Previous Winners

2015
Miami Herald reporters Carol Marbin Miller and Audra D.S. Burch for "Innocents Lost," their examination of six years of child deaths in Florida. The project resulted in the most sweeping overhaul of child welfare laws in the state’s history.

2014
A team of reporters from the Milwaukee Journal Sentinel for their series “Deadly Delays,” documenting how delays at hospitals across the country undermine newborn screening programs, putting babies at risk of disability and death.

2013
Alexandra Zayas of the Tampa Bay Times for her three-part series "In God's Name," which uncovered abuse at unlicensed religious children homes in Florida.

2012
Michael J. Berens and Ken Armstrong of The Seattle Times for their three-part series “Methadone and the Politics of Pain.”

2011
A team of reporters from The Los Angeles Times, led by Ruben Vives and Jeff Gottlieb, for uncovering pervasive municipal corruption in the city of Bell, Calif.

2010
ProPublica's T. Christian Miller for his work revealing that insurance coverage for private contractors in war zones has become a boon for companies and a disaster for those who rely upon it for treatment and death benefits.

2009
Sandra Peddie and Eden Laikin of Newsday (Long Island, N.Y.), for their articles exposing widespread corruption and systemic failures in local special government districts on Long Island.

2008
Dana Priest and Anne Hull of The Washington Post, for coverage of conditions at Walter Reed Army Medical Center.

2007
Lisa Chedekel and Matthew Kauffman of the Hartford Courant, for their series exposing the US military’s recruitment and deployment of mentally ill soldiers into Iraq.

2006
Reporters and editors from The Washington Post, for their series exposing illegal activities and corruption surrounding Washington lobbyist Jack Abramoff.

2005
Reporters and editors from The Washington Post, for their series exposing lead contamination in the District of Columbia water supply and the failure of public officials to inform and protect residents.

2004
Reporters and editors from Gannett New Jersey newspapers, for their groundbreaking series exposing a government system that allows elected officials to exploit their positions for personal gain.

2003
A team of reporters and editors from the Boston Globe, for their series "Crisis in the Catholic Church" that led to a new movement among laity, a new state law requiring clergy to report sexual abuse, grand jury investigations, a revolt among Boston priests against their leadership, a national child-protection policy in the Catholic Church, and ultimately the resignation of Cardinal Bernard F. Law of Boston, one of the nation's most influential Catholic prelates.

2002
Heidi Evans and David Saltonstall of the New York Daily News, for "classic investigative reporting" in their expose of possible financial misconduct and other illegal activities at Hale House, the renowned Harlem shelter serving women and children.

2001
Virginia Ellis of the Los Angeles Times, in recognition of uncovering information that led to the resignation of California's state insurance commissioner, termed by award judges as "a classic example of persistent investigative reporting that exposed official wrongdoing and got results."

2000
(co-winners) A reporter team from The Philadelphia Inquirer for "The Rape Squad Files" and Katherine Boo of The Washington Post for "Invisible Lives, Invisible Deaths."

1999
A team of reporters from The Washington Post for their series "Deadly Force: An Investigation of D. C. Police Shootings."

1998
Gary Cohn and Will Englund of The Baltimore Sun for "The Shipbreakers," exposing a covert international industry.

1997
Byron Acohido of The Seattle Times for his series "Safety At Issue: The 737," which detailed serious problems with the Boeing 737.

1996
Ginger Thompson and Gary Cohn of The Baltimore Sun for "Battalion 316," exposing atrocities committed by a secret Honduran military intelligence unit.

1995
Five reporters for The New Orleans Times-Picayune for their series exposing political influence peddling involving the legalized gaming industry.

1994
Eileen Welsome of The Albuquerque Tribune for revealing that hundreds of Americans unknowingly had been used in government radiation experiments.

1993
Roy Gutman, Newsday's European correspondent, for exposing the horror of widespread imprisonment, deportation and murder of Muslims in Bosnia.

1992
A team from The Greenville (South Carolina) News, for uncovering financial extravagance by high officials of the University of South Carolina.

1991
Candy J. Cooper of The San Francisco Examiner for a series documenting the handling of rape cases by the Oakland, Calif., Police Department.

1990
(co-winners) Jane O. Hansen, The Atlanta Journal-Constitution, for her series concerning abused and neglected Georgia children; and a team of ten journalists from the The Lexington (Kentucky) Herald-Leader for investigating questionable financial policies in the Kentucky school system.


[TASK] The listing below holds a line with "Identify the location of a: TOYS." and a later line with "Task: Click on the img: Vocalist". Write out those two lines and every line between them, exactly, and nothing else.

== GIVEN INFORMATION ==

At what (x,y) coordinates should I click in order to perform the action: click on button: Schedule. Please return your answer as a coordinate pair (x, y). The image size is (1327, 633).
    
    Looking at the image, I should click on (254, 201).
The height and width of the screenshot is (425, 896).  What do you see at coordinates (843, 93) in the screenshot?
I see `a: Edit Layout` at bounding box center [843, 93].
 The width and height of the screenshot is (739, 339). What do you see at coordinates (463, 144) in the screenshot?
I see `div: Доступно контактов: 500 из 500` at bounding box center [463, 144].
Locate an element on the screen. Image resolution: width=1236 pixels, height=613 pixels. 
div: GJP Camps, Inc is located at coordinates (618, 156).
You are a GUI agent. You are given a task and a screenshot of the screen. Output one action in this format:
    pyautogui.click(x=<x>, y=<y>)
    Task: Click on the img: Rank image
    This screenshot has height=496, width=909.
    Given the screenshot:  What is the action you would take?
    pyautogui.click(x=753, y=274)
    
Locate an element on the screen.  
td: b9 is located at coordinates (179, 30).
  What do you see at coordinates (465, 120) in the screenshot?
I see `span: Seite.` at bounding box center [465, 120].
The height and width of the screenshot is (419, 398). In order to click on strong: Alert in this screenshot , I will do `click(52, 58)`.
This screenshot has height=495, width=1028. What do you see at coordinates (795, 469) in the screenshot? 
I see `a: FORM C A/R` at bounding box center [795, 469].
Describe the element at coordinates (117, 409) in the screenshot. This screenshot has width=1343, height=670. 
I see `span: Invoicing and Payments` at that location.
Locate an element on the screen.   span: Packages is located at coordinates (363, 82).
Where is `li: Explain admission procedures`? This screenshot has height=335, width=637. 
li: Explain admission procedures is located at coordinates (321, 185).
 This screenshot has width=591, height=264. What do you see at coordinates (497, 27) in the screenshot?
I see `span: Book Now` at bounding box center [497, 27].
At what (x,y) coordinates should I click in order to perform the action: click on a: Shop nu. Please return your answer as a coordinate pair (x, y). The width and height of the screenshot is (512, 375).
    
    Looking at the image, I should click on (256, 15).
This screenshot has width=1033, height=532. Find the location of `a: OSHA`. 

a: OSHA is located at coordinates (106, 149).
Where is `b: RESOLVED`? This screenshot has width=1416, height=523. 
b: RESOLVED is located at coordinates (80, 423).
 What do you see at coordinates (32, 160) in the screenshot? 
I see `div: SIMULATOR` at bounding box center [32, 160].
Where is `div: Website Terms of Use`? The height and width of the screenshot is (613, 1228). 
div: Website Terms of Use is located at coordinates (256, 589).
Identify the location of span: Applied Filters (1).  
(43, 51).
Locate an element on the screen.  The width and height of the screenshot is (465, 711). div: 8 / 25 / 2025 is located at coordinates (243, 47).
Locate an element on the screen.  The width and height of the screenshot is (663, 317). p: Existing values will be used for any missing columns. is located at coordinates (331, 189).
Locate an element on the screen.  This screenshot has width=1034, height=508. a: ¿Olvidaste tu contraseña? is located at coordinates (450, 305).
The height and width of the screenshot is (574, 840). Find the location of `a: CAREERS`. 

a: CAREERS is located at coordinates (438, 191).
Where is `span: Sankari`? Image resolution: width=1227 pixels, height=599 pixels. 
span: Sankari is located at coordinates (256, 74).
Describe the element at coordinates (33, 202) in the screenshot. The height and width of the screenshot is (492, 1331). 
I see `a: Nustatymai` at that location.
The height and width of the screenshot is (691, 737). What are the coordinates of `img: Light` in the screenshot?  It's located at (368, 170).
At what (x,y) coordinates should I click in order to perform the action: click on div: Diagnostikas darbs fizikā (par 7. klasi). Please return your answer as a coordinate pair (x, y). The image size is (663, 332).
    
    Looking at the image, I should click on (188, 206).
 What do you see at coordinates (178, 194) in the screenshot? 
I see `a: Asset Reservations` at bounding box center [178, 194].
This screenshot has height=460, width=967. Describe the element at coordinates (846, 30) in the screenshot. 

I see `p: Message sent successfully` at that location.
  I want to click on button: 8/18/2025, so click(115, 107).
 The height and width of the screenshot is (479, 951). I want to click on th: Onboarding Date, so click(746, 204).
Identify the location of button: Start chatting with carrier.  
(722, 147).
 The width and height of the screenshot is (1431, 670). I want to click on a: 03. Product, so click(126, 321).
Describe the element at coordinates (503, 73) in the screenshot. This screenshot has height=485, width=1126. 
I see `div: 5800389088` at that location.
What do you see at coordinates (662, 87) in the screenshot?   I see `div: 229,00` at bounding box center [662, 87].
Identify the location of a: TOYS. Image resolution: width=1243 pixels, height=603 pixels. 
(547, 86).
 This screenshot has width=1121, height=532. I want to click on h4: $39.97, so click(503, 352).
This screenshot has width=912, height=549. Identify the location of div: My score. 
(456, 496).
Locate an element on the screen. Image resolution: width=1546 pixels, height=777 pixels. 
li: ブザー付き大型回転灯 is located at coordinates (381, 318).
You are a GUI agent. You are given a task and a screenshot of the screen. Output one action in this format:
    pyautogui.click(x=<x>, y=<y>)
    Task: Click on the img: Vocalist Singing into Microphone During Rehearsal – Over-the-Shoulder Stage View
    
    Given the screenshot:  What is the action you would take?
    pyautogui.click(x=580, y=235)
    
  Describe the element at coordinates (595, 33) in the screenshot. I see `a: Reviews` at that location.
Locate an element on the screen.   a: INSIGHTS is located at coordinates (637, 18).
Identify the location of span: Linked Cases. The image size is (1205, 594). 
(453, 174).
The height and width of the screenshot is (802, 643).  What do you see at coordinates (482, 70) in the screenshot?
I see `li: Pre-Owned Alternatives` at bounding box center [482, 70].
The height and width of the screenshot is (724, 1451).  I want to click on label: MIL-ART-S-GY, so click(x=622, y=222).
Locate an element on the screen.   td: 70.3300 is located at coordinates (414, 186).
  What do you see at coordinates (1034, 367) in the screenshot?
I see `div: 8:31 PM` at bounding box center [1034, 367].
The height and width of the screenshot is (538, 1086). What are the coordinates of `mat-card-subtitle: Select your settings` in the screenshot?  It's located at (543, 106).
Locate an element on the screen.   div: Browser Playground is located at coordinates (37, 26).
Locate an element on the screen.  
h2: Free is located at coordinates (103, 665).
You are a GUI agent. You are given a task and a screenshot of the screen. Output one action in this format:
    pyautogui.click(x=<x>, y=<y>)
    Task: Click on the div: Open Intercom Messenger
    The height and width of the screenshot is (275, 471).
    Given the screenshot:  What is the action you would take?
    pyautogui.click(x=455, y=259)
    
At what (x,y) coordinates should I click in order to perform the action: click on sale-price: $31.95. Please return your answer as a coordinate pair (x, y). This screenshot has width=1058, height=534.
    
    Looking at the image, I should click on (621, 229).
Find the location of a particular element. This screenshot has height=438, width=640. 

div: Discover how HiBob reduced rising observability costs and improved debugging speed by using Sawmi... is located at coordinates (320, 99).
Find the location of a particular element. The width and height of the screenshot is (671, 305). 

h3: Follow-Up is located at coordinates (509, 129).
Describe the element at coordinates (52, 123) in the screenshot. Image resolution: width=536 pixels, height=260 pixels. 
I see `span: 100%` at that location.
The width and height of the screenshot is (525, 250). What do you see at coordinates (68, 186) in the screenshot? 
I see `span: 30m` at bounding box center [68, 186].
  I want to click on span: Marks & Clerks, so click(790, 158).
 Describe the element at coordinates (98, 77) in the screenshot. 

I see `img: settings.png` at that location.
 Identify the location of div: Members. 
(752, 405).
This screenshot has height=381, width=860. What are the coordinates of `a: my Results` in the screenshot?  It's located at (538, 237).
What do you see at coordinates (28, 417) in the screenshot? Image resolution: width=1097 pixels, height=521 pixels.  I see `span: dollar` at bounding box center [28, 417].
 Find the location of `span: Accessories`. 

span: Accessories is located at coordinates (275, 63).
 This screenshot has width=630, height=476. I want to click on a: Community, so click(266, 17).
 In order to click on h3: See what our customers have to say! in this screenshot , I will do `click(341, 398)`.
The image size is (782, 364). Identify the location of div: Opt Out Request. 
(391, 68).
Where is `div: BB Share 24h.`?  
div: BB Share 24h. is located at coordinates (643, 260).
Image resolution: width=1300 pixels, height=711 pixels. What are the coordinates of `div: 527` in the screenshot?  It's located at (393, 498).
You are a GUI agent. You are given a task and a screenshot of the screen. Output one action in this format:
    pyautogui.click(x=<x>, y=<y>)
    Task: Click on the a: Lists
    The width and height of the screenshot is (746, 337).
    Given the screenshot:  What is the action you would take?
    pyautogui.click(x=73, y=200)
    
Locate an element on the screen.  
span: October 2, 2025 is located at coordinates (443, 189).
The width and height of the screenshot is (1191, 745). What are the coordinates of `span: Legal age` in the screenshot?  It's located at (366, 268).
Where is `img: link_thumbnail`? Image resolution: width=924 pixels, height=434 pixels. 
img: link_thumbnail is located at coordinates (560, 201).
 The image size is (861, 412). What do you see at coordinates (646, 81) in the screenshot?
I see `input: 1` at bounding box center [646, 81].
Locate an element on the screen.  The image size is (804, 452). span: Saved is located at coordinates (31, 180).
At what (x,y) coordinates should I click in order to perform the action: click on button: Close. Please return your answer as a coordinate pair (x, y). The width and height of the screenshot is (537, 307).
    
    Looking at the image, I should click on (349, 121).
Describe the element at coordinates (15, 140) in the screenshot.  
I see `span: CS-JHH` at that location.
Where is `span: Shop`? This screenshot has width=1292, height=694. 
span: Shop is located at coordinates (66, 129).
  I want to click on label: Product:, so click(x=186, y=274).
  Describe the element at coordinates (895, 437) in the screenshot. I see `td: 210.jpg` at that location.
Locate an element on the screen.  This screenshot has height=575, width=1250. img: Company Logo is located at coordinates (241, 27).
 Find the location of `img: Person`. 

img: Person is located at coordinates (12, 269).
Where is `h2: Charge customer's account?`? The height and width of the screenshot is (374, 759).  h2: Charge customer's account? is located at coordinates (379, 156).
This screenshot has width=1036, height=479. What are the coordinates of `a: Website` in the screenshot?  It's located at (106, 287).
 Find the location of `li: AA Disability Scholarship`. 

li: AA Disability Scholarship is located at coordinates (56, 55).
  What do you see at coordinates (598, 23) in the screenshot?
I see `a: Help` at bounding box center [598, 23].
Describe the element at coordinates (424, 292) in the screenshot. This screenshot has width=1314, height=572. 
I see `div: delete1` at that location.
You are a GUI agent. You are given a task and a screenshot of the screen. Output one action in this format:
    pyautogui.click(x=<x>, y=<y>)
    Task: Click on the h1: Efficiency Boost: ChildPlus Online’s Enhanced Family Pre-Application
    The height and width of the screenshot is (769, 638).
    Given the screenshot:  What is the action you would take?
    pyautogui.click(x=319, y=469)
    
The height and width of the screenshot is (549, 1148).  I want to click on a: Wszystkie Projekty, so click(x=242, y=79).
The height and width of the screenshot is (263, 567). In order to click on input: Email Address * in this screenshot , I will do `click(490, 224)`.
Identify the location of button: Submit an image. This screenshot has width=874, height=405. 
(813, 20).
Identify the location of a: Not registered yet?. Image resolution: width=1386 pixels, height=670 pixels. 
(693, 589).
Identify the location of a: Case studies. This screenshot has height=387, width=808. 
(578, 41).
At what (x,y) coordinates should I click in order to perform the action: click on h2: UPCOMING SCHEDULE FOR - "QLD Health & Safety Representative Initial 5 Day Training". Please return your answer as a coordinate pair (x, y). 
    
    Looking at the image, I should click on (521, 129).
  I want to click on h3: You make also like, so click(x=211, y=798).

===

[SOLUTION FOR THIS TASK]
Identify the location of a: TOYS. Image resolution: width=1243 pixels, height=603 pixels. 
(547, 86).
 This screenshot has width=1121, height=532. I want to click on h4: $39.97, so click(503, 352).
This screenshot has width=912, height=549. Identify the location of div: My score. 
(456, 496).
Locate an element on the screen. Image resolution: width=1546 pixels, height=777 pixels. 
li: ブザー付き大型回転灯 is located at coordinates (381, 318).
You are a GUI agent. You are given a task and a screenshot of the screen. Output one action in this format:
    pyautogui.click(x=<x>, y=<y>)
    Task: Click on the img: Vocalist Singing into Microphone During Rehearsal – Over-the-Shoulder Stage View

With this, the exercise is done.